Lead Your Legacy
Legacy. It’s a powerful word. You’ve probably given some thought to what you want your personal legacy to be. It likely has to do with your family and friends or your community. But what about your business legacy?
Don’t wait until retirement is on the horizon to consider what will happen to your business once you are gone. You’ve worked too hard to take the chance that everything you’ve worked so hard for will disappear once you’re no longer there daily.
Leaving a business legacy isn’t as simple as wisely planning your retirement and setting a date on the calendar. Your daily actions and decisions create the identity of the business you will leave behind and determine the impact and influence your work creates.
Your business’ legacy is the impact it will make on its culture, community, and customers after you have either sold or passed on your business to someone else. Your company mission statement is your description of what you hope to achieve with the company.
To leave your desired legacy, you must live it every day. What you and your employees do every day is the foundation that supports what you are building. It starts with your values and a vision for the future. Define what matters and make sure that everyone’s actions and decisions are aligned to supporting that vision.
Whether you are planning to leave your business to your children, merge your business with another company or sell your business, here are four tips for making sure your legacy is one you can be proud of:
- Plan for the end from the beginning – Your life within your business is like a journey. You can’t get to your ultimate destination (retirement or selling) without a clear view of where you are going and how you will get there. No matter where you are in your business life, start planning for the end. If you already have a plan, review it, check progress and make any changes as necessary.

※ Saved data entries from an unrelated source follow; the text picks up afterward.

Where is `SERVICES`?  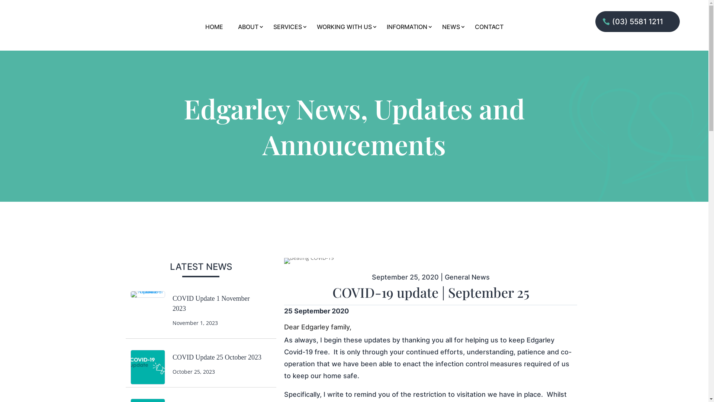 SERVICES is located at coordinates (287, 29).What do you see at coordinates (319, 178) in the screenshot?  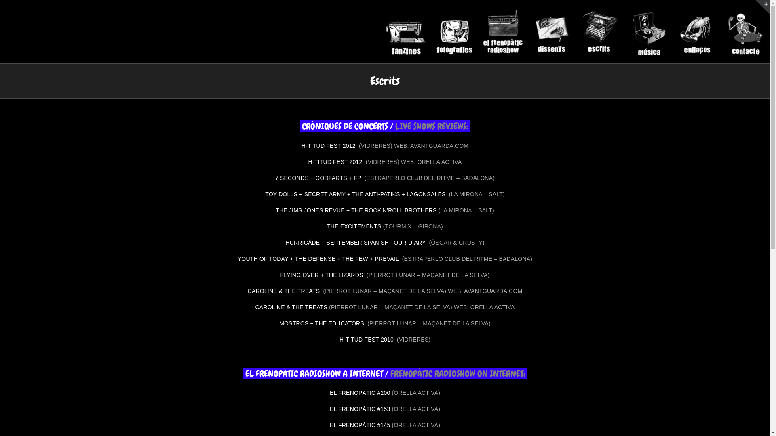 I see `7 SECONDS + GODFARTS + FP ` at bounding box center [319, 178].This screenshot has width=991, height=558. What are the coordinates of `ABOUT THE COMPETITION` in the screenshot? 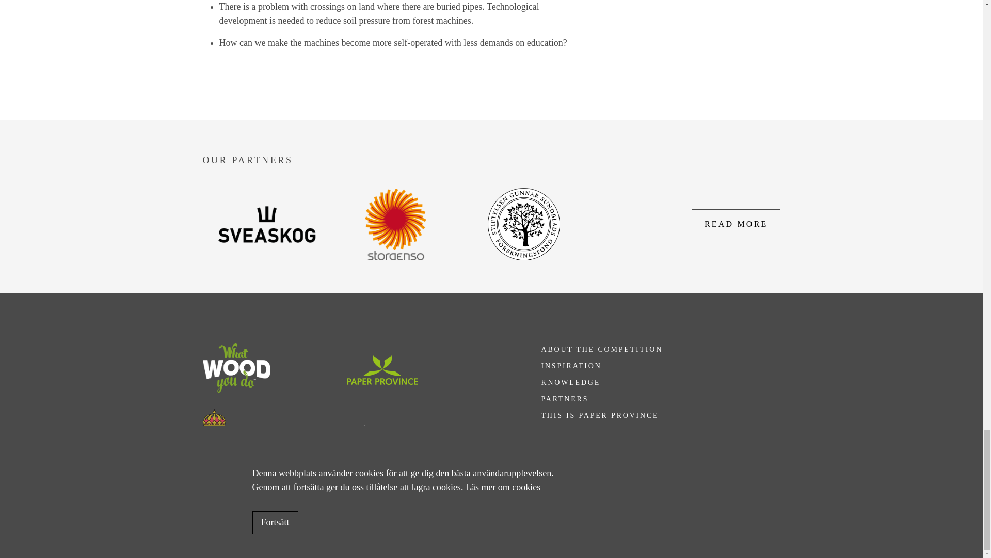 It's located at (602, 351).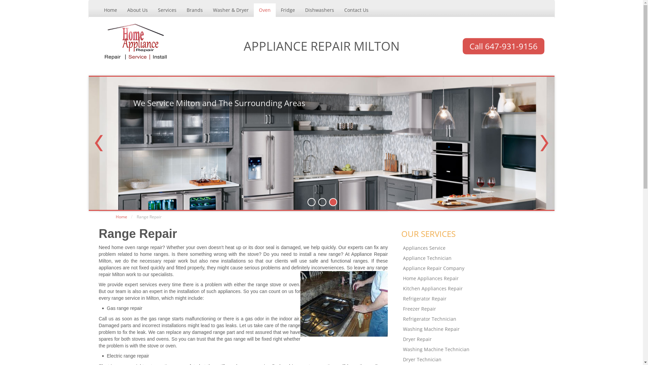  What do you see at coordinates (231, 10) in the screenshot?
I see `Washer & Dryer` at bounding box center [231, 10].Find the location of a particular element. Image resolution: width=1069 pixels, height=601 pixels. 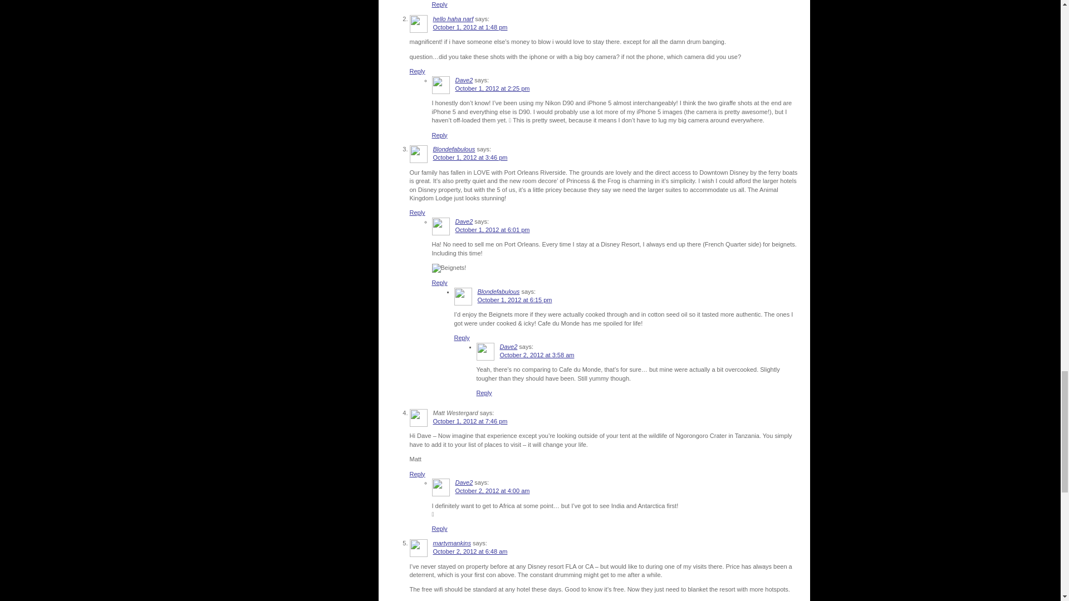

October 1, 2012 at 6:01 pm is located at coordinates (492, 230).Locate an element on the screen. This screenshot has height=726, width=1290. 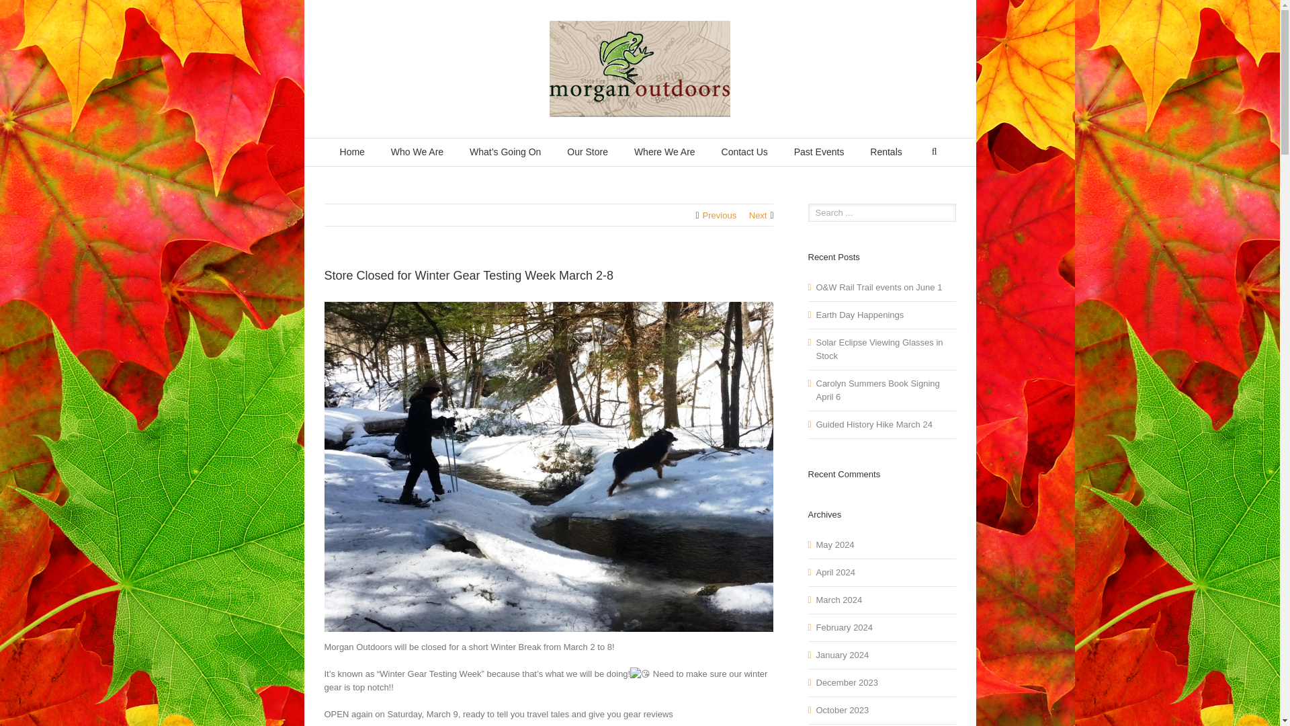
Past Events is located at coordinates (820, 152).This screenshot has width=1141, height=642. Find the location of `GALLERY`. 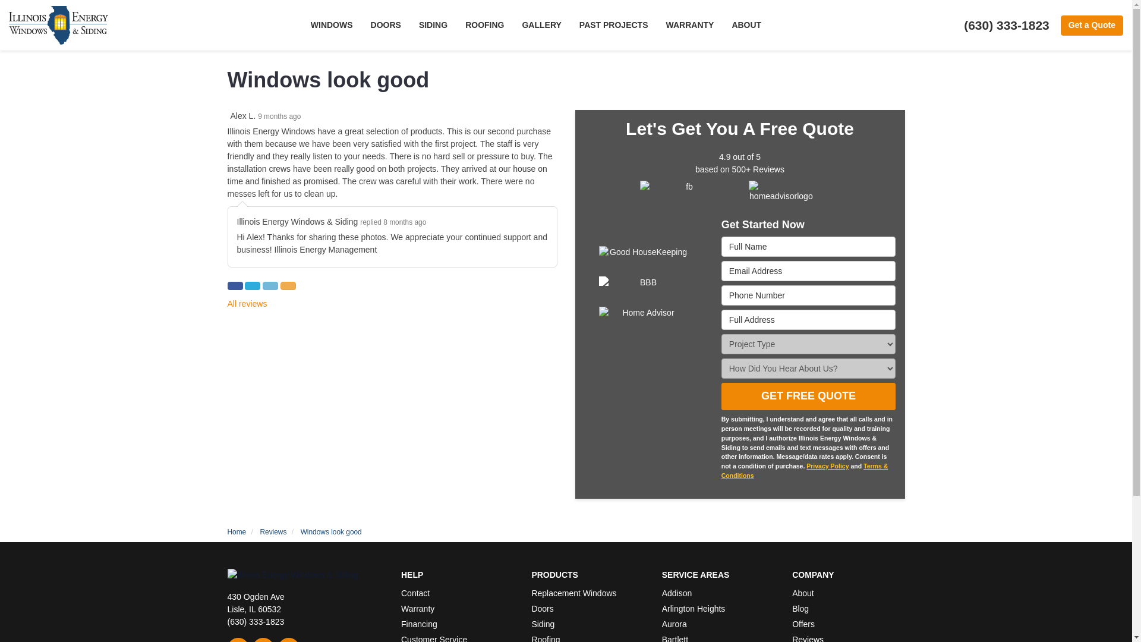

GALLERY is located at coordinates (541, 25).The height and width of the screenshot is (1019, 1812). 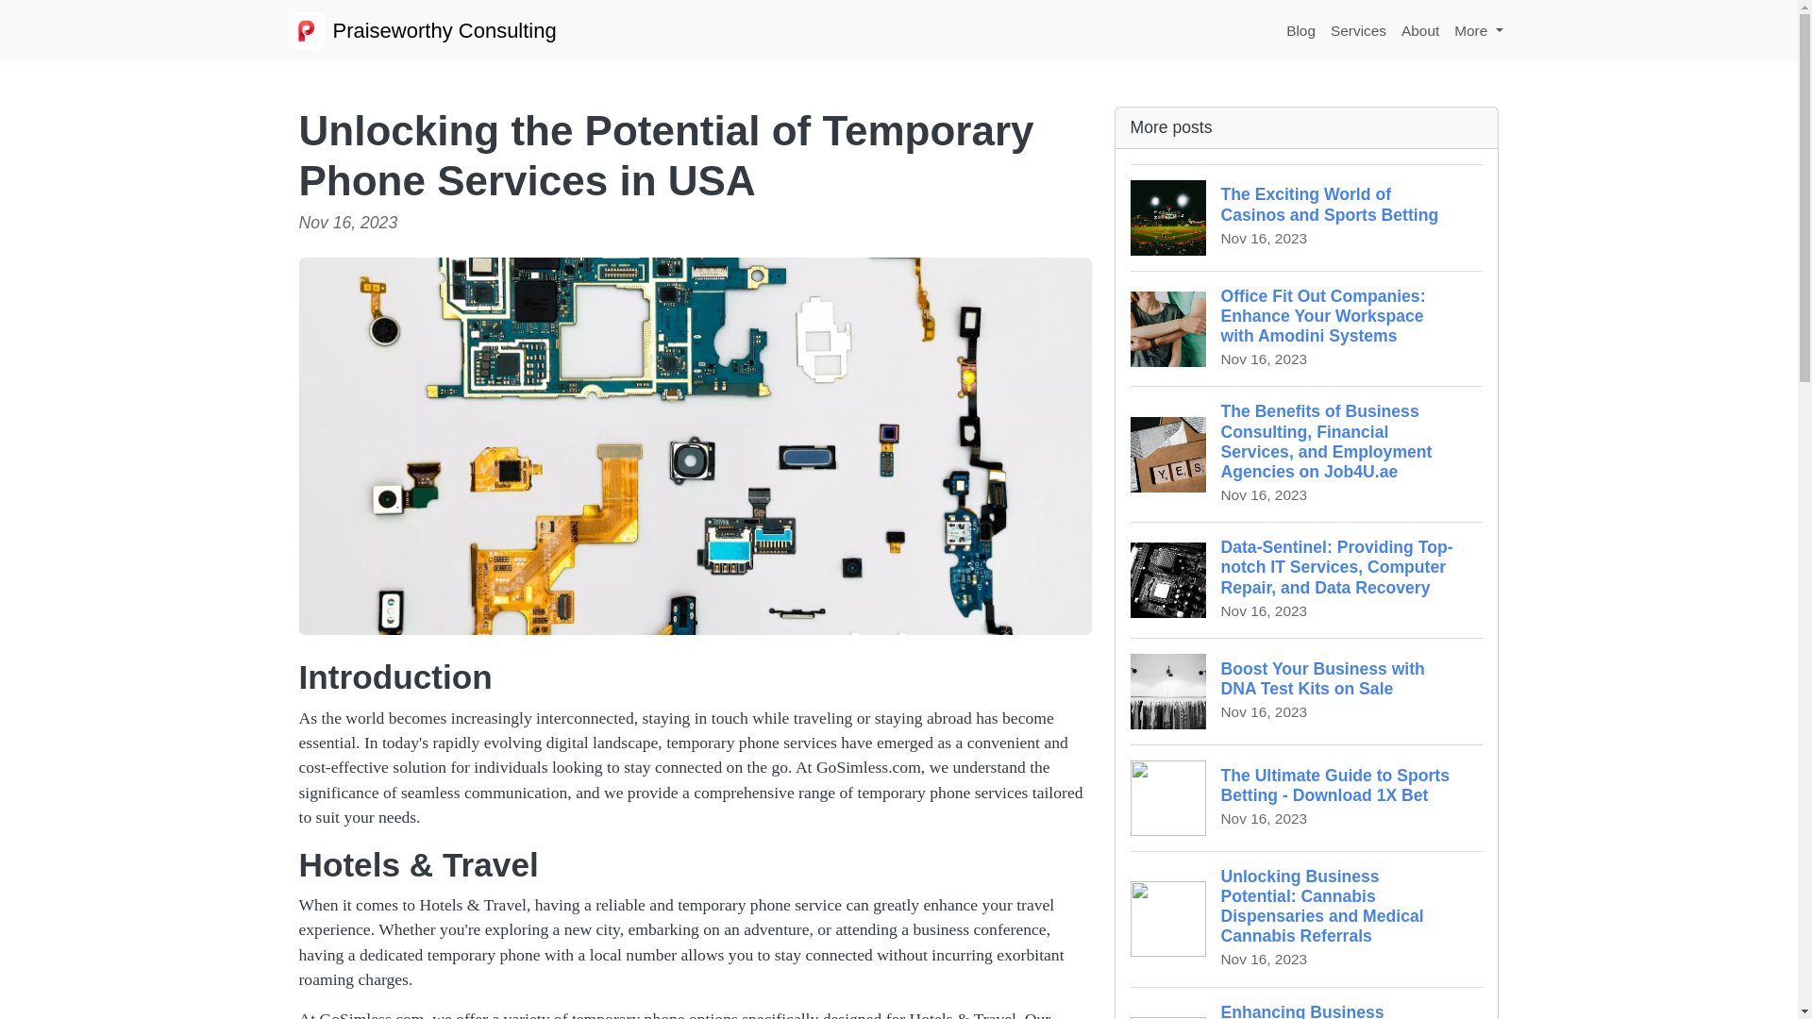 I want to click on More, so click(x=1478, y=30).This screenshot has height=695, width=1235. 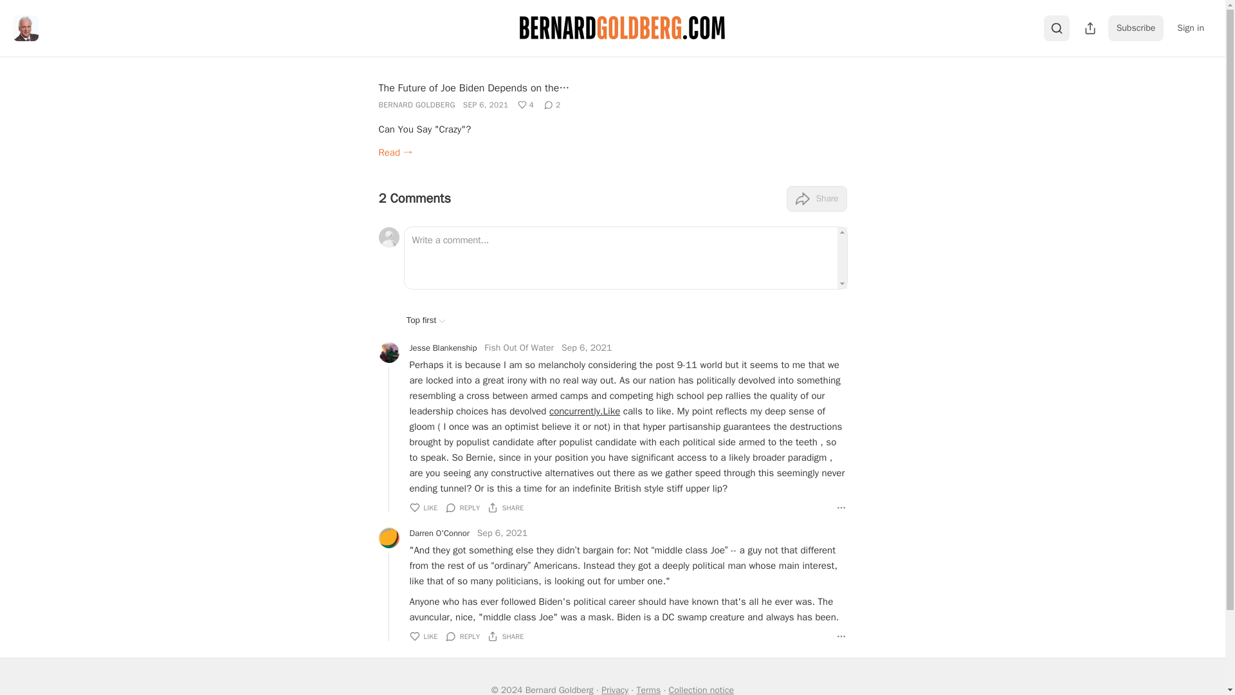 What do you see at coordinates (526, 104) in the screenshot?
I see `4` at bounding box center [526, 104].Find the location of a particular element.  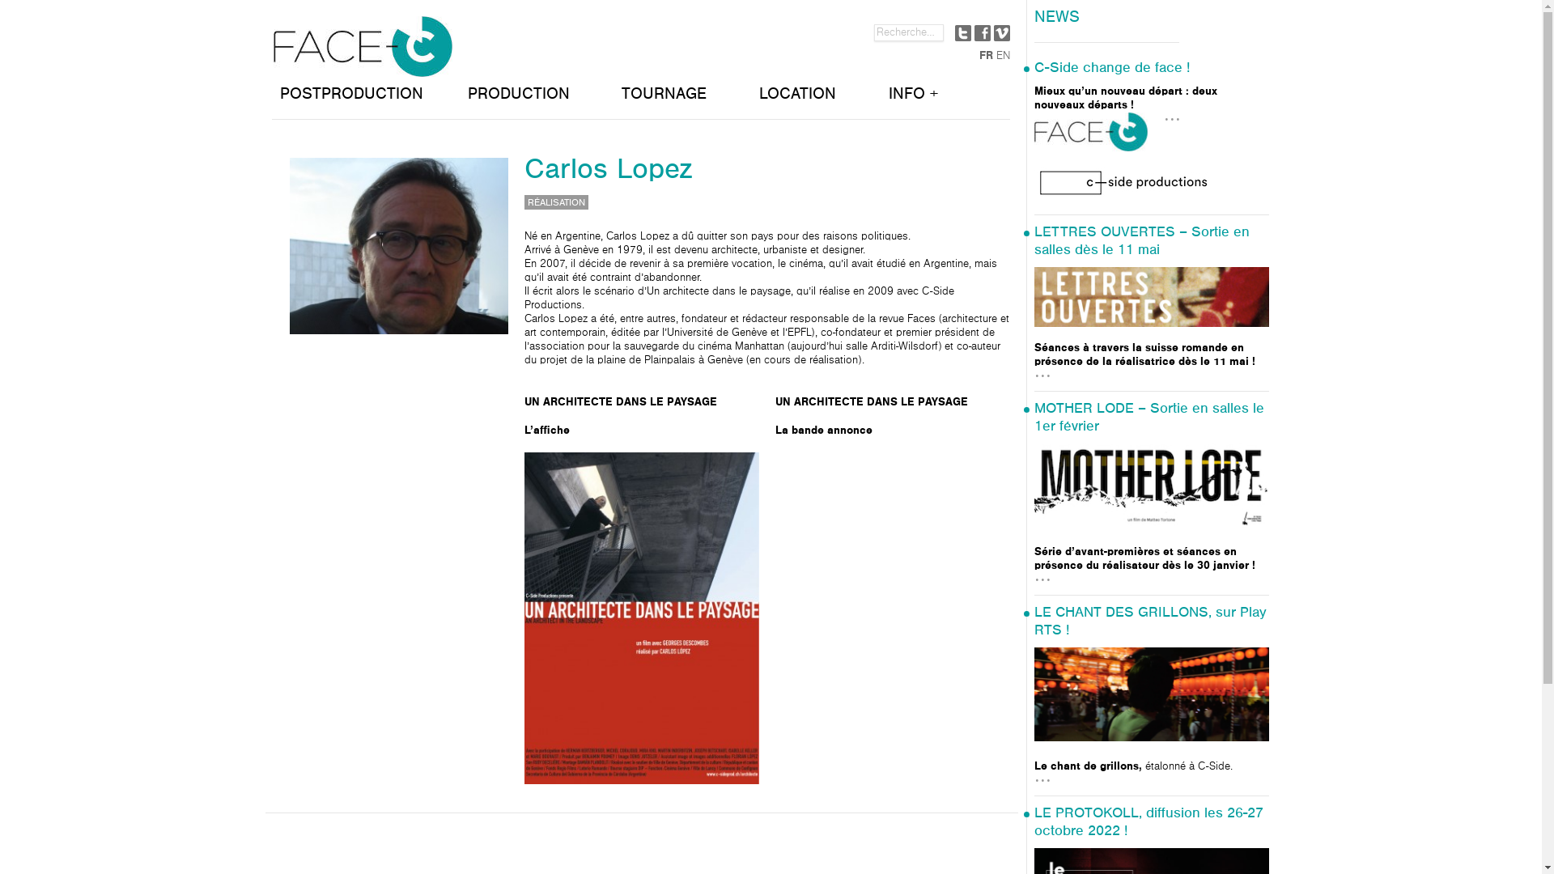

Un architecte dans le paysage is located at coordinates (642, 619).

- Establish a line of succession – Identify the people within your business who can lead it when you are gone. Make conscious efforts to grow their leadership skills. A thorough succession plan should address both who moves up and when it happens.
- Thoroughly document systems and processes – Your business can’t continue if people don’t know what to do or how it gets done. Thorough documentation is critical in establishing the value you will be passing on. If your business only exists in your head, it won’t continue without you in the room.
- Make your company culture visible in all you do – Your company culture is the living evidence of your company values. Your business legacy is established when an impact aligned with your values is achieved and sustained over time. When the right buyer or internal successor steps forward to run your business, you want to make sure that their intention is focused on continuing to make an impact consistent with the values you established.
No matter how far you are from the day that you will walk out the door, it’s important that you set an intention now for what your legacy will be. Make it one that you will be proud of.